One hundred and six North Walpole voters registered for ballots at Saturday’s meeting (as compared to about 30 at its Village Meeting in March), and it appeared that the great majority of them opposed to the proposal. But clearly some voters from other areas of Walpole opposed the proposal as well as showed by the final tally.
Conservation Commission chairman Gary Speed had explained the purposes of the proposed purchase as twofold: to buy for the town a little more protective land around one of the town’s main drinking water wells and to protect in perpetuity a piece of high quality farm land from any possible use other than farming. He quoted the Commission’s 2006 Walpole resident survey that found that 86% of respondents favored taking steps to protect the town’s drinking water aquifers and 88% favored protecting existing farmland from development.
Speed said that Commission members and Selectmen had, in fact, changed the proposal in recent weeks to respond to concerns raised in the public bond hearing in April. First, in response to objections from North Walpole voters that it would tax them for protecting a well that they do not use, the Selectmen had withdrawn from the proposal the purchase of the wellhead land by arranging, instead, for the Walpole Water Department to buy it out of existing surplus. Second, Speed said that Marques Lovell-Smith, who had a right of first refusal on any future sale of the land to a farmer, had relinquished that right so that the future auction of the land would be guaranteed to go to the highest qualified public bidder. This responded to an objection voiced by some in the agricultural community that they really would have no realistic opportunity to acquire the land with the easement limiting it to farming.
Despite those concessions, a heatedly vocal minority spoke against the proposal and, at times, tried to shout down the moderator, Ernie Vose. Proponents of the plan urged passage to provide long-term protection of valuable food-growing area and to protect the water supply. Passionate opponents objected to raising the necessary taxes, even the estimated “worse case” of $18 per year per hundred thousand of assessed valuation over ten years. Other objectors argued that the town should save the money and rely on its Zoning and Planning Boards to prevent unwelcome development in the area.

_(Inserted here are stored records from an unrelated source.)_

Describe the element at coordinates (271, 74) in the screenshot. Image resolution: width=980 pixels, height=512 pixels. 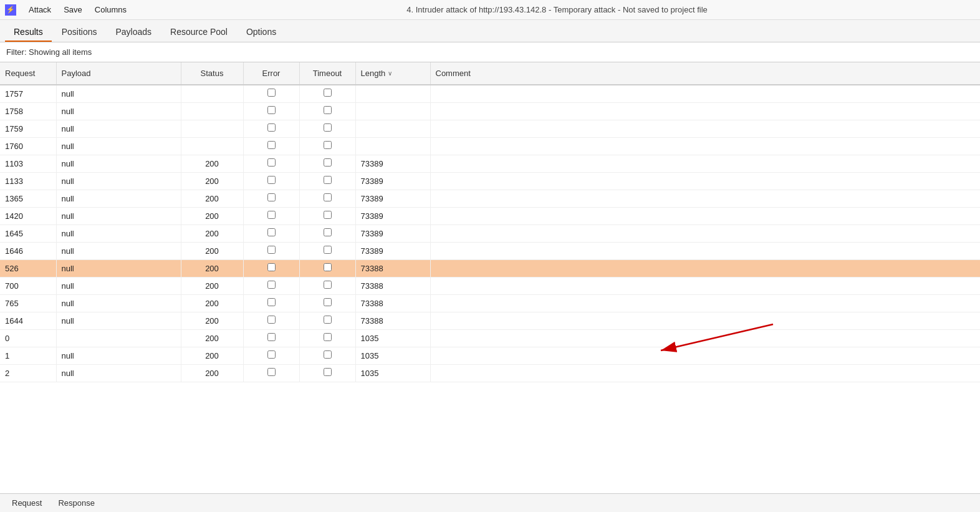
I see `col-header-error: Error` at that location.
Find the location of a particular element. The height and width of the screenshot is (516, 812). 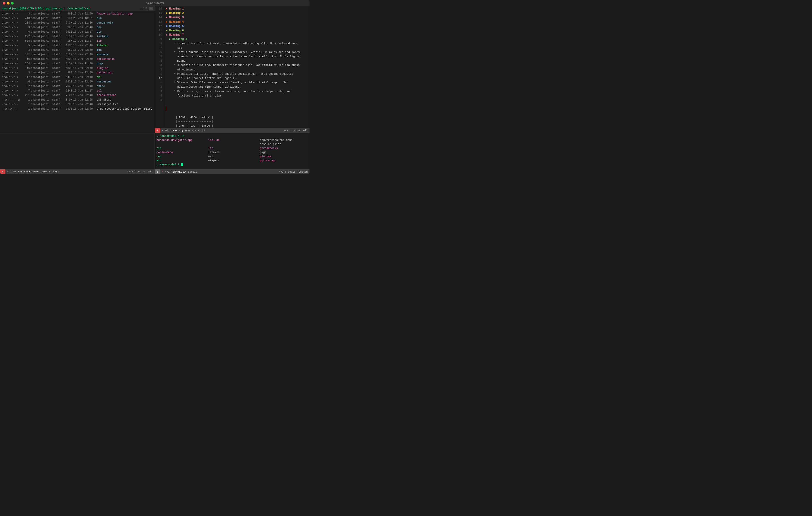

editor-content: 161514131211109876543211712345 ▶ Heading… is located at coordinates (232, 67).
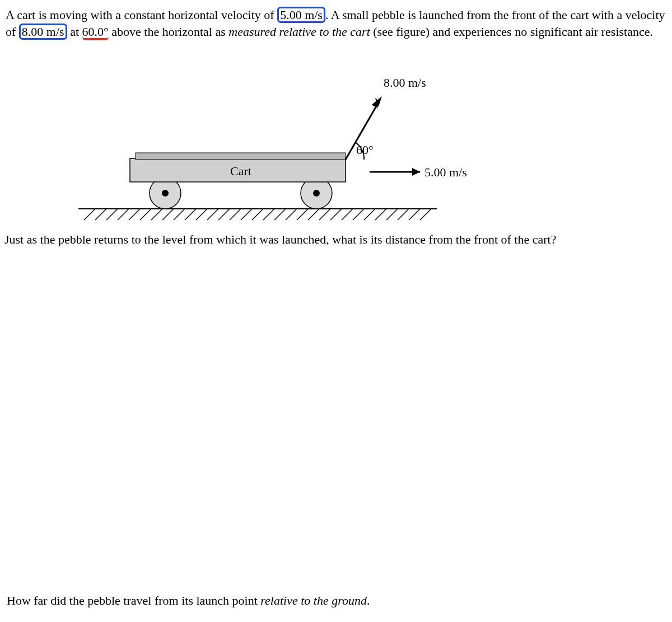  Describe the element at coordinates (280, 240) in the screenshot. I see `text-fragment: Just as the pebble returns to the level …` at that location.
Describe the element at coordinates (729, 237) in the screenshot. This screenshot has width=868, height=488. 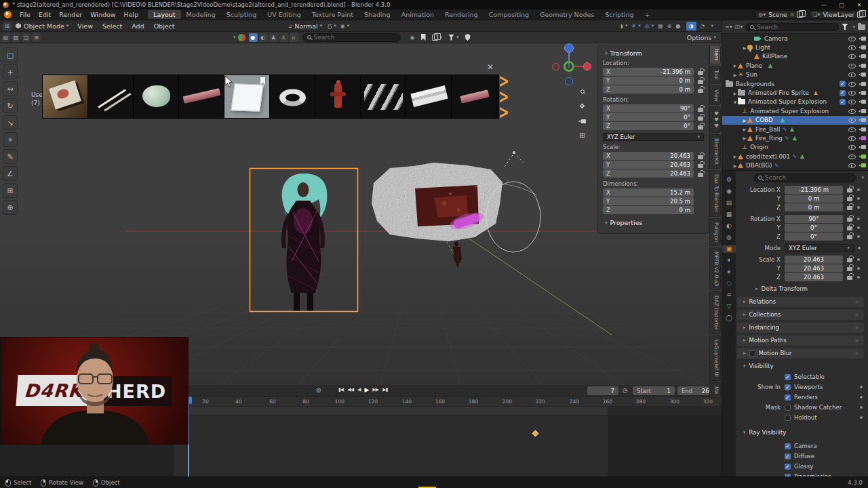
I see `world-tab-icon: ◍` at that location.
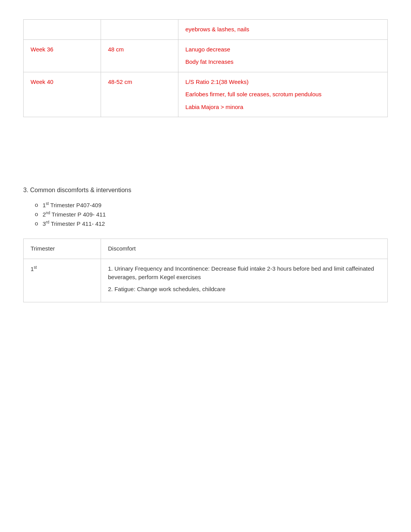 This screenshot has width=411, height=532. What do you see at coordinates (42, 49) in the screenshot?
I see `week-label: Week 36` at bounding box center [42, 49].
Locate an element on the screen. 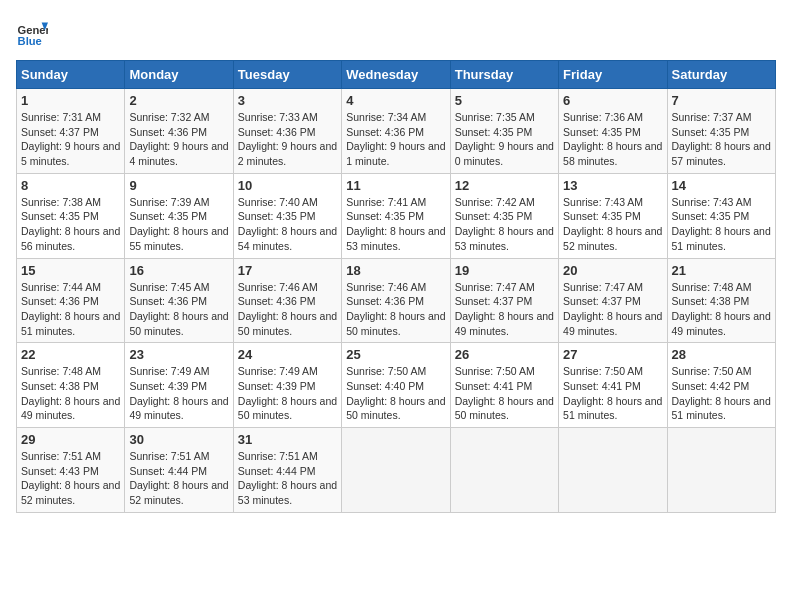 This screenshot has width=792, height=612. column-header-monday: Monday is located at coordinates (179, 75).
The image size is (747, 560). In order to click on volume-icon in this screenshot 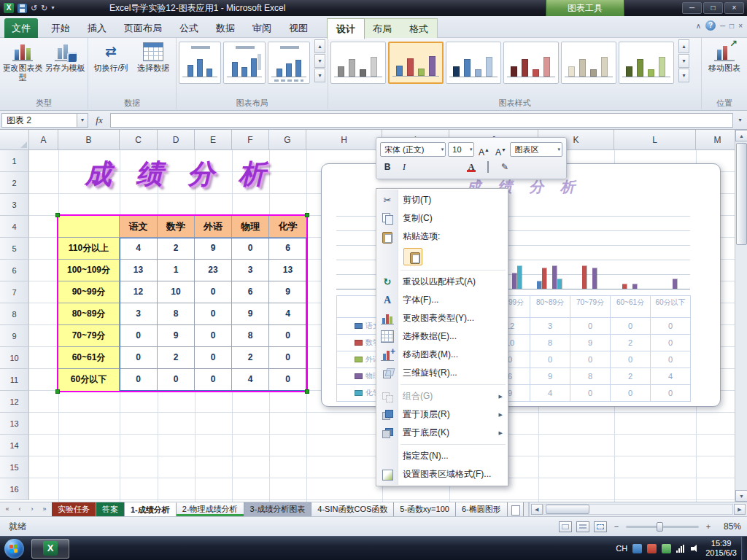, I will do `click(696, 548)`.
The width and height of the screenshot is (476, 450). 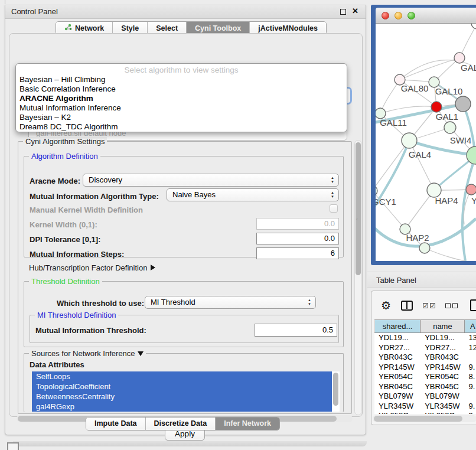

Jackie Caserta, proprietor of The Inn at Valley Farms in Walpole, argued “we’re being hit more and more often with development proposals that are harder and harder to avoid. This is beautiful and important farmland. For only $18 per year per thousand dollars of valuation for ten years at the most, we can protect this land forever. Come on, people,” she urged, “don’t be short-sighted!”
In other town business, voters rejected by voice vote a proposal to “throw up” a section of Cochran Rd., a Class 6 road currently owned by the town. Landowners had complained that four-wheel driver vehicles had damaged the road and that it should be given back to abutting owners so they could control it more effectively.